If you’re staying at the Hamilton Princess while vacationing in Hamilton, Bermuda, you may find it difficult to leave initially—especially if you’re an art aficionado.

Bermuda, to me, is pink—pink sand, pink shorts, pink houses. And yes, pink is a colour of happiness, of lightheartedness. It beckons us. In Hamilton, Bermuda’s largest city, I was charmed by a place that the locals affectionately call the Pink Palace. It’s the Hamilton Princess and Beach Club, a Fairmont-managed property and, this past summer, it entered its second act. After two years and about US$100 million later, the more than 100-year-old hotel is ready for its close-up.

The dress code is relaxed, but the attitude has a regal air. Public spaces are a tribute to modern art and, in fact, an opportunity for art snobs and mod-art newbies alike to learn a thing or two. Here I was, not at the MoMA in New York nor the Guggenheim in Bilbao, Spain. I was at a hotel—in Bermuda, taking in the 60-plus–piece collection, with tours run every Saturday at 10 a.m.

I’ve always been an art lover but, as an art history student way back when, I had leaned toward Impressionism. Modern art was somewhat of a mystery. I knew I liked it but my experience recently, having the time to “live” with it for four days, was revelatory. I was inspired by latter 20th-century artists just by staying in the same place where works by Warhol, Koons—even Mandela (yes, Nelson)—make their homes in stairwells, the grand entry way, the back terrace and even the chef’s table dining room, where Warhol’s Mick Jagger series of four prints holds court.

The sculptures with their organic forms spoke to me in a deeper way. KAWS’s near-20-foot-tall wooden Mickey Mouse-based sculpture, At This Time, Companion Series, had me grinning every morning while I ate breakfast on the patio.

Miffy by Tom Sachs, standing guard. (Photo by Nicole Franzen)

Yayoi’s spotted pumpkin made me want to go barefoot and feel the cool grass between my toes as it lounged on the lawn. Untitled (Divina Proportione), Ai Weiwei’s sphere of wooden pentagons like a see-through soccer ball was just begging me to give it a push and see how far it might roll.

It gave me an appetite for more. Banksy gave way to Murakami, who gave way to Hirst, who gave way to even more Warhol—Flowers topped the main staircase, while Reigning Queens: Queen Elizabeth II of the United Kingdom, 1985 greeted guests at the front desk and also reigned over the Trudeau ballroom (after Pierre). The pieces are all part of the personal art collection of the Green family, Bermudian hoteliers who bought the property in 2012. “We have been very excited to share our collection with hotel guests as well as Bermuda,” said Alexander Green, after Architectural Digest named the hotel one of its top 17 hotels with amazing art collections in 2016. And the contemporary works, when juxtaposed against the historic architecture, “enliven the space,” added GM Alan Federer.

Not to be outdone, the food, too, was an elevating experience, due to the recent opening of Marcus’, the outpost of New York City-based celebrity chef Marcus Samuelsson. He’s known for Red Rooster, the groundbreaking Harlem restaurant where his interpretation of American comfort food informed by the storied NYC neighbourhood is fused with his adoptive parents’ Swedish roots and his own Ethiopian heritage. Don’t miss Sunday jazz brunch. The live music enlivens a buffet of Samuelsson’s trademark cuisine, tweaked, of course, to suit this mid-Atlantic island vibe. I even managed to charm the chef into sharing a few of his Harlem-meets-Bermuda recipes.

I, too, am now feeling in the pink. And before I’d even made it to the beach.

IF YOU GO www.thehamiltonprincess.com The property is host to America’s Cup 2017, the premiere sailing event.

Air Canada (www.aircanada.com) and WestJet (www.westjet.com) fly direct from Toronto.

A version of this article appeared in the March 2017 issue with the headline, “Art Ed In Bermuda,” p. 84.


» Goal of the exercise
Give back the entries exactly as they read, leaving each image out.

» Material to process
┄┄┄┄┄┄
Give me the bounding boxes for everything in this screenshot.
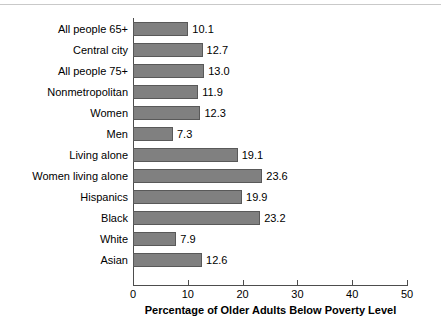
bar-value-label: 23.6 <box>266 169 287 183</box>
x-axis-tick <box>352 280 353 286</box>
category-label: Asian <box>0 253 128 267</box>
bar-value-label: 10.1 <box>192 22 213 36</box>
bar <box>133 127 173 141</box>
x-axis-tick-label: 0 <box>113 288 153 300</box>
category-label: Hispanics <box>0 190 128 204</box>
category-label: All people 75+ <box>0 64 128 78</box>
bar-chart-figure: All people 65+10.1Central city12.7All pe… <box>0 0 441 323</box>
x-axis-tick <box>297 280 298 286</box>
bar-row: Black23.2 <box>0 211 441 232</box>
category-label: Central city <box>0 43 128 57</box>
bar-row: Women12.3 <box>0 106 441 127</box>
bar-row: All people 65+10.1 <box>0 22 441 43</box>
category-label: Nonmetropolitan <box>0 85 128 99</box>
bar-value-label: 13.0 <box>208 64 229 78</box>
bar-row: Nonmetropolitan11.9 <box>0 85 441 106</box>
x-axis-tick-label: 40 <box>332 288 372 300</box>
x-axis-title: Percentage of Older Adults Below Poverty… <box>133 304 408 316</box>
category-label: Women living alone <box>0 169 128 183</box>
category-label: Black <box>0 211 128 225</box>
category-label: Men <box>0 127 128 141</box>
bar <box>133 253 202 267</box>
bar-row: Central city12.7 <box>0 43 441 64</box>
x-axis-tick-label: 50 <box>387 288 427 300</box>
bar <box>133 22 188 36</box>
bar-row: Women living alone23.6 <box>0 169 441 190</box>
bar <box>133 232 176 246</box>
x-axis-tick-label: 30 <box>277 288 317 300</box>
bar <box>133 85 198 99</box>
bar-value-label: 23.2 <box>264 211 285 225</box>
category-label: All people 65+ <box>0 22 128 36</box>
bar-row: White7.9 <box>0 232 441 253</box>
bar <box>133 190 242 204</box>
bar-value-label: 19.1 <box>242 148 263 162</box>
bar-row: Hispanics19.9 <box>0 190 441 211</box>
bar-value-label: 12.7 <box>207 43 228 57</box>
bar-value-label: 7.9 <box>180 232 195 246</box>
bar-row: All people 75+13.0 <box>0 64 441 85</box>
category-label: White <box>0 232 128 246</box>
bar <box>133 64 204 78</box>
bar-value-label: 12.3 <box>204 106 225 120</box>
bar-value-label: 7.3 <box>177 127 192 141</box>
bar <box>133 43 203 57</box>
bar-value-label: 12.6 <box>206 253 227 267</box>
category-label: Living alone <box>0 148 128 162</box>
x-axis-tick <box>188 280 189 286</box>
x-axis-tick-label: 10 <box>168 288 208 300</box>
x-axis-tick <box>407 280 408 286</box>
bar <box>133 106 200 120</box>
bar <box>133 148 238 162</box>
bar <box>133 169 262 183</box>
x-axis-tick <box>243 280 244 286</box>
bar-row: Asian12.6 <box>0 253 441 274</box>
x-axis-tick-label: 20 <box>223 288 263 300</box>
plot-area: All people 65+10.1Central city12.7All pe… <box>0 0 441 323</box>
bar-row: Men7.3 <box>0 127 441 148</box>
bar-value-label: 11.9 <box>202 85 223 99</box>
bar-row: Living alone19.1 <box>0 148 441 169</box>
x-axis-line <box>133 285 408 286</box>
bar-value-label: 19.9 <box>246 190 267 204</box>
x-axis-tick <box>133 280 134 286</box>
bar <box>133 211 260 225</box>
category-label: Women <box>0 106 128 120</box>
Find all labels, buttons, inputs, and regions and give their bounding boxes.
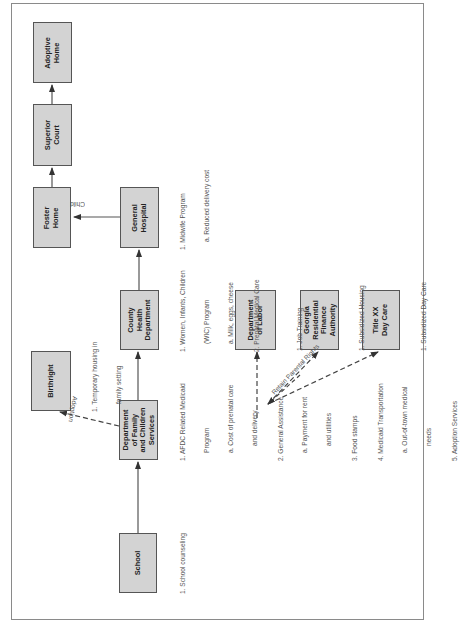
┄┄┄┄┄┄
» Expected output
Give me the bounding boxes for everything in this screenshot.
bar-value-label: 23.6 <box>266 169 287 183</box>
x-axis-tick <box>352 280 353 286</box>
category-label: Asian <box>0 253 128 267</box>
bar-value-label: 10.1 <box>192 22 213 36</box>
bar <box>133 127 173 141</box>
x-axis-tick-label: 0 <box>113 288 153 300</box>
category-label: Hispanics <box>0 190 128 204</box>
category-label: All people 75+ <box>0 64 128 78</box>
bar-chart-figure: All people 65+10.1Central city12.7All pe… <box>0 0 441 323</box>
x-axis-tick <box>297 280 298 286</box>
bar-row: Black23.2 <box>0 211 441 232</box>
category-label: Central city <box>0 43 128 57</box>
bar-row: Women12.3 <box>0 106 441 127</box>
bar-row: All people 65+10.1 <box>0 22 441 43</box>
category-label: Nonmetropolitan <box>0 85 128 99</box>
bar-value-label: 13.0 <box>208 64 229 78</box>
bar-row: Nonmetropolitan11.9 <box>0 85 441 106</box>
x-axis-tick-label: 40 <box>332 288 372 300</box>
x-axis-title: Percentage of Older Adults Below Poverty… <box>133 304 408 316</box>
category-label: Women living alone <box>0 169 128 183</box>
category-label: Black <box>0 211 128 225</box>
category-label: Men <box>0 127 128 141</box>
bar <box>133 253 202 267</box>
bar-row: Central city12.7 <box>0 43 441 64</box>
x-axis-tick-label: 50 <box>387 288 427 300</box>
bar <box>133 22 188 36</box>
bar-row: Women living alone23.6 <box>0 169 441 190</box>
bar <box>133 232 176 246</box>
x-axis-tick-label: 30 <box>277 288 317 300</box>
bar <box>133 85 198 99</box>
bar-value-label: 23.2 <box>264 211 285 225</box>
category-label: All people 65+ <box>0 22 128 36</box>
bar-row: White7.9 <box>0 232 441 253</box>
bar <box>133 190 242 204</box>
bar-value-label: 19.1 <box>242 148 263 162</box>
bar-row: Hispanics19.9 <box>0 190 441 211</box>
bar-value-label: 12.7 <box>207 43 228 57</box>
bar-value-label: 7.9 <box>180 232 195 246</box>
bar-row: All people 75+13.0 <box>0 64 441 85</box>
category-label: White <box>0 232 128 246</box>
bar <box>133 64 204 78</box>
bar-value-label: 12.3 <box>204 106 225 120</box>
bar-value-label: 7.3 <box>177 127 192 141</box>
bar <box>133 43 203 57</box>
bar-value-label: 12.6 <box>206 253 227 267</box>
category-label: Living alone <box>0 148 128 162</box>
x-axis-tick <box>188 280 189 286</box>
x-axis-tick-label: 10 <box>168 288 208 300</box>
x-axis-tick <box>407 280 408 286</box>
bar <box>133 106 200 120</box>
bar <box>133 148 238 162</box>
bar <box>133 169 262 183</box>
x-axis-tick <box>243 280 244 286</box>
bar-row: Asian12.6 <box>0 253 441 274</box>
x-axis-tick-label: 20 <box>223 288 263 300</box>
plot-area: All people 65+10.1Central city12.7All pe… <box>0 0 441 323</box>
bar-row: Men7.3 <box>0 127 441 148</box>
bar-value-label: 11.9 <box>202 85 223 99</box>
bar-row: Living alone19.1 <box>0 148 441 169</box>
x-axis-line <box>133 285 408 286</box>
bar-value-label: 19.9 <box>246 190 267 204</box>
x-axis-tick <box>133 280 134 286</box>
bar <box>133 211 260 225</box>
category-label: Women <box>0 106 128 120</box>
Find all labels, buttons, inputs, and regions and give their bounding boxes.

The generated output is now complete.